Basically, regulations take your wives, enslave your children, throw your ice cream on the ground, and write “loser” on your chest in sun tan lotion when you fall asleep at the beach.  It’s amazing how in line this study is with standard conservative tropes about onerous regulations and big government.  I wonder why that is?  Here’s Myers.

So how do (authors Sanjay Varshney and Dennis Tootelian) reach their conclusions? The 33 page report (85 pages if you include the charts) relies heavily on Forbes Magazine and its annual report of the best — and worst — states in which to do business. The 2008 report ranks California #40 in the nation, and that’s the relative placement the authors used for their calculations.

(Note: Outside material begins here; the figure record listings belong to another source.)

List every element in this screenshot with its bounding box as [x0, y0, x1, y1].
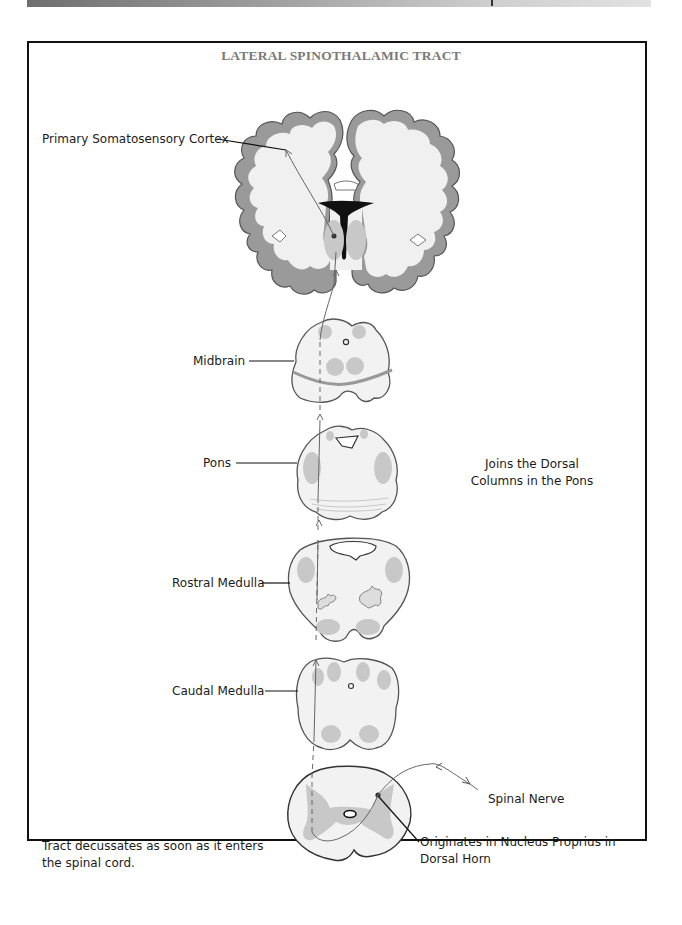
label-spinal-nerve: Spinal Nerve	[488, 792, 564, 807]
label-pons: Pons	[203, 456, 231, 471]
rostral-medulla-section	[288, 538, 409, 641]
cerebrum-section	[235, 110, 460, 294]
decussation-note-line-1: Tract decussates as soon as it enters	[42, 838, 264, 855]
pons-note: Joins the Dorsal Columns in the Pons	[464, 456, 600, 490]
spinal-cord-section	[288, 766, 411, 860]
origin-line-2: Dorsal Horn	[420, 851, 616, 868]
pons-note-line-1: Joins the Dorsal	[464, 456, 600, 473]
decussation-note: Tract decussates as soon as it enters th…	[42, 838, 264, 872]
pons-note-line-2: Columns in the Pons	[464, 473, 600, 490]
midbrain-section	[292, 319, 392, 402]
origin-line-1: Originates in Nucleus Proprius in	[420, 834, 616, 851]
label-primary-somatosensory-cortex: Primary Somatosensory Cortex	[42, 132, 229, 147]
label-caudal-medulla: Caudal Medulla	[172, 684, 264, 699]
pons-section	[297, 426, 397, 519]
caudal-medulla-section	[297, 658, 399, 749]
label-midbrain: Midbrain	[193, 354, 245, 369]
label-rostral-medulla: Rostral Medulla	[172, 576, 265, 591]
label-origin: Originates in Nucleus Proprius in Dorsal…	[420, 834, 616, 868]
decussation-note-line-2: the spinal cord.	[42, 855, 264, 872]
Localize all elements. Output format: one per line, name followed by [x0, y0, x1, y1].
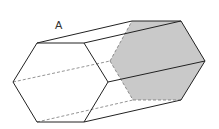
- vertex-label-a: A: [55, 19, 63, 31]
- front-hexagon: [13, 43, 108, 122]
- shaded-cross-section: [110, 21, 205, 100]
- hexagonal-prism-diagram: A: [0, 0, 219, 129]
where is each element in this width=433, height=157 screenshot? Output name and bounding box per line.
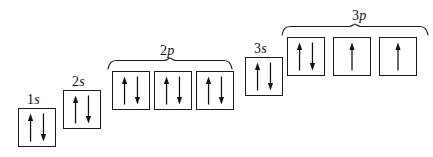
orbital-box-2pz[interactable]	[196, 71, 234, 110]
subshell-label-3p: 3p	[352, 9, 366, 23]
orbital-box-1s[interactable]	[18, 108, 56, 147]
subshell-label-2s: 2s	[72, 75, 85, 89]
subshell-label-letter: s	[261, 41, 267, 56]
subshell-label-letter: s	[79, 74, 85, 89]
orbital-box-3py[interactable]	[333, 37, 371, 76]
orbital-box-3pz[interactable]	[379, 37, 417, 76]
subshell-label-2p: 2p	[160, 44, 174, 58]
orbital-box-3s[interactable]	[245, 57, 283, 96]
orbital-box-2s[interactable]	[63, 90, 101, 129]
subshell-label-1s: 1s	[27, 93, 40, 107]
orbital-box-3px[interactable]	[287, 37, 325, 76]
orbital-filling-diagram: 1s2s2p3s3p	[0, 0, 433, 157]
subshell-label-3s: 3s	[254, 42, 267, 56]
subshell-label-letter: p	[359, 8, 366, 23]
orbital-box-2px[interactable]	[112, 71, 150, 110]
brace-3p	[282, 24, 428, 35]
brace-2p	[108, 58, 232, 69]
subshell-label-letter: s	[34, 92, 40, 107]
subshell-label-letter: p	[167, 43, 174, 58]
orbital-box-2py[interactable]	[154, 71, 192, 110]
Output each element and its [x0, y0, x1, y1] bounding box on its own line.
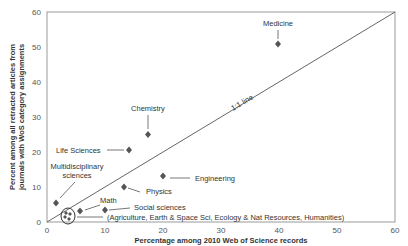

“Forbes data is reliable,” says the study, “in that it uses credible sources of secondary data that are well recognized and respected as credible independent research in the business world.”

Perhaps, but Forbes’ proprietary methodology isn’t entirely transparent. Its website does note the sources for its rankings: data from both the federal government and nonprofits like the Tax Foundation and the conservative-leaning Pacific Research Institute.

This “academic” study cribbed their data from a MAGAZINE profile?  One owned by a movement conservative, which includes materials from wingnut welfare think tanks?  And we’re supposed to just let that go?

Myers goes on to note that the way Varshney and Tootelian transform the Forbes data into dollar amounts is entirely inscrutable, but designed to advance the proposition that every single state’s set of regulations are harmful to business.  “Even Forbes’ #1 state for business friendliness, Virginia, comes out with a regulatory climate that’s a net loss to the state of $4.4 billion.”  The study also neglects to determine which regulations harm business more or less.  It’s a partisan mess of a report and it should not be taken seriously.  Which is why the Yacht Party has taken to it so quickly, with classy headlines like “California Businesses Waterboarded by Governmental Overregulation.”

Look, labor regulations serve a particular purpose.  It’s true that they have a cost to business, but they also provide a significant cost savings to the individual, to the public health system, to the overall quality of life for the laborer.  We have made these trade-offs over hundreds of years.  The Yacht Party may think that The Jungle is a fantasy utopia, but in my experience, Californians and pretty much everybody else appreciate safe food and clean air and the minimum wage.

You can get a good sense of the intellectual honesty of a politician – and the media – by seeing if they bite at this crap sandwich of a report.